In full and without change, transcribe the records below.

***

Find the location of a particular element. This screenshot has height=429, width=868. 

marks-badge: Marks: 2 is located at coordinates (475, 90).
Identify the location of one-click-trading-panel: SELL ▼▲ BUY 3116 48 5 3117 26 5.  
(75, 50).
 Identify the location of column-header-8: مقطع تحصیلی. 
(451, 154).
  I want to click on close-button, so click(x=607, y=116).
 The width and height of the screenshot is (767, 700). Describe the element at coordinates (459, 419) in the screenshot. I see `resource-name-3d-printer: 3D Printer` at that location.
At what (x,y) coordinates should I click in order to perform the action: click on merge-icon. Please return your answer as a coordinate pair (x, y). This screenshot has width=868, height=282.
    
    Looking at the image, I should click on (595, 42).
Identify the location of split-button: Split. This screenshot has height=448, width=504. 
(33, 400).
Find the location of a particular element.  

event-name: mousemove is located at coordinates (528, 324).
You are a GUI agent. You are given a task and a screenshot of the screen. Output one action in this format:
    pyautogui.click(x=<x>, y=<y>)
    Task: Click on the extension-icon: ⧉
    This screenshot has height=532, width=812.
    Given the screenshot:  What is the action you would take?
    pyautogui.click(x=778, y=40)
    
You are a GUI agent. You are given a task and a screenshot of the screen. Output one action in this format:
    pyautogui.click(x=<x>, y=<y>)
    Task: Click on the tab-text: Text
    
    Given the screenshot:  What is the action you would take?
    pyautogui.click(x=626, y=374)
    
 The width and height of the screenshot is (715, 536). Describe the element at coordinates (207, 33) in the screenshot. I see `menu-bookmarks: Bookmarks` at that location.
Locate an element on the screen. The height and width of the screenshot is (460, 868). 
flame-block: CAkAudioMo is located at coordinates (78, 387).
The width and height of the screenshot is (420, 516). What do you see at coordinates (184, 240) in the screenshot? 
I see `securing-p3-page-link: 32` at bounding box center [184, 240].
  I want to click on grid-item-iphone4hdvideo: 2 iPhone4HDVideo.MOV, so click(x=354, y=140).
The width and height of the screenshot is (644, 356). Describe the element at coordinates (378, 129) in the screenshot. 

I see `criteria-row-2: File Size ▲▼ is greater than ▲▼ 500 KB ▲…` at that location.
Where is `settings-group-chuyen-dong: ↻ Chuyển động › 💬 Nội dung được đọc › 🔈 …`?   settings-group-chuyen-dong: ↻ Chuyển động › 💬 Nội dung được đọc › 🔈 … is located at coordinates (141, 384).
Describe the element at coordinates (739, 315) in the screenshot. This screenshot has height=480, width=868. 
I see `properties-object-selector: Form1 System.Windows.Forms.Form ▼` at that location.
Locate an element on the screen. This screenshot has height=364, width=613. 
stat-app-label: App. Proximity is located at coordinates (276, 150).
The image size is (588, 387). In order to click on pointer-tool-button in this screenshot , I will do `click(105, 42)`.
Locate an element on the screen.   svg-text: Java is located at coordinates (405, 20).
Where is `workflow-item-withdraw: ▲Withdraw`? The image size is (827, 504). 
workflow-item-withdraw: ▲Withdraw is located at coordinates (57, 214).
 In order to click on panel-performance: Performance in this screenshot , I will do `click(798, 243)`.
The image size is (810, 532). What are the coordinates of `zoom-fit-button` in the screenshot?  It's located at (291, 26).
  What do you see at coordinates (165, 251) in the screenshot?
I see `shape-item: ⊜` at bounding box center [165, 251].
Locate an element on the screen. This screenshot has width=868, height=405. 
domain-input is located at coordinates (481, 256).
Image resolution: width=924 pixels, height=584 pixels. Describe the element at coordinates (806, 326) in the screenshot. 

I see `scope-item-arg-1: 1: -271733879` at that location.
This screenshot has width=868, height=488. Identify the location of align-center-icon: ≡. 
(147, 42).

***

Exercise output
Find the location of a particular element. This screenshot has height=429, width=868. 

marks-badge: Marks: 2 is located at coordinates (475, 90).
Identify the location of one-click-trading-panel: SELL ▼▲ BUY 3116 48 5 3117 26 5.  
(75, 50).
 Identify the location of column-header-8: مقطع تحصیلی. 
(451, 154).
  I want to click on close-button, so click(x=607, y=116).
 The width and height of the screenshot is (767, 700). Describe the element at coordinates (459, 419) in the screenshot. I see `resource-name-3d-printer: 3D Printer` at that location.
At what (x,y) coordinates should I click in order to perform the action: click on merge-icon. Please return your answer as a coordinate pair (x, y). This screenshot has width=868, height=282.
    
    Looking at the image, I should click on (595, 42).
Identify the location of split-button: Split. This screenshot has height=448, width=504. 
(33, 400).
Find the location of a particular element.  

event-name: mousemove is located at coordinates (528, 324).
You are a GUI agent. You are given a task and a screenshot of the screen. Output one action in this format:
    pyautogui.click(x=<x>, y=<y>)
    Task: Click on the extension-icon: ⧉
    This screenshot has height=532, width=812.
    Given the screenshot:  What is the action you would take?
    pyautogui.click(x=778, y=40)
    
You are a GUI agent. You are given a task and a screenshot of the screen. Output one action in this format:
    pyautogui.click(x=<x>, y=<y>)
    Task: Click on the tab-text: Text
    
    Given the screenshot:  What is the action you would take?
    pyautogui.click(x=626, y=374)
    
 The width and height of the screenshot is (715, 536). Describe the element at coordinates (207, 33) in the screenshot. I see `menu-bookmarks: Bookmarks` at that location.
Locate an element on the screen. The height and width of the screenshot is (460, 868). 
flame-block: CAkAudioMo is located at coordinates (78, 387).
The width and height of the screenshot is (420, 516). What do you see at coordinates (184, 240) in the screenshot? 
I see `securing-p3-page-link: 32` at bounding box center [184, 240].
  I want to click on grid-item-iphone4hdvideo: 2 iPhone4HDVideo.MOV, so click(x=354, y=140).
The width and height of the screenshot is (644, 356). Describe the element at coordinates (378, 129) in the screenshot. 

I see `criteria-row-2: File Size ▲▼ is greater than ▲▼ 500 KB ▲…` at that location.
Where is `settings-group-chuyen-dong: ↻ Chuyển động › 💬 Nội dung được đọc › 🔈 …`?   settings-group-chuyen-dong: ↻ Chuyển động › 💬 Nội dung được đọc › 🔈 … is located at coordinates (141, 384).
Describe the element at coordinates (739, 315) in the screenshot. This screenshot has height=480, width=868. 
I see `properties-object-selector: Form1 System.Windows.Forms.Form ▼` at that location.
Locate an element on the screen. This screenshot has height=364, width=613. 
stat-app-label: App. Proximity is located at coordinates (276, 150).
The image size is (588, 387). In order to click on pointer-tool-button in this screenshot , I will do `click(105, 42)`.
Locate an element on the screen.   svg-text: Java is located at coordinates (405, 20).
Where is `workflow-item-withdraw: ▲Withdraw`? The image size is (827, 504). 
workflow-item-withdraw: ▲Withdraw is located at coordinates (57, 214).
 In order to click on panel-performance: Performance in this screenshot , I will do `click(798, 243)`.
The image size is (810, 532). What are the coordinates of `zoom-fit-button` in the screenshot?  It's located at (291, 26).
  What do you see at coordinates (165, 251) in the screenshot?
I see `shape-item: ⊜` at bounding box center [165, 251].
Locate an element on the screen. This screenshot has width=868, height=405. 
domain-input is located at coordinates (481, 256).
Image resolution: width=924 pixels, height=584 pixels. Describe the element at coordinates (806, 326) in the screenshot. 

I see `scope-item-arg-1: 1: -271733879` at that location.
This screenshot has width=868, height=488. Identify the location of align-center-icon: ≡. 
(147, 42).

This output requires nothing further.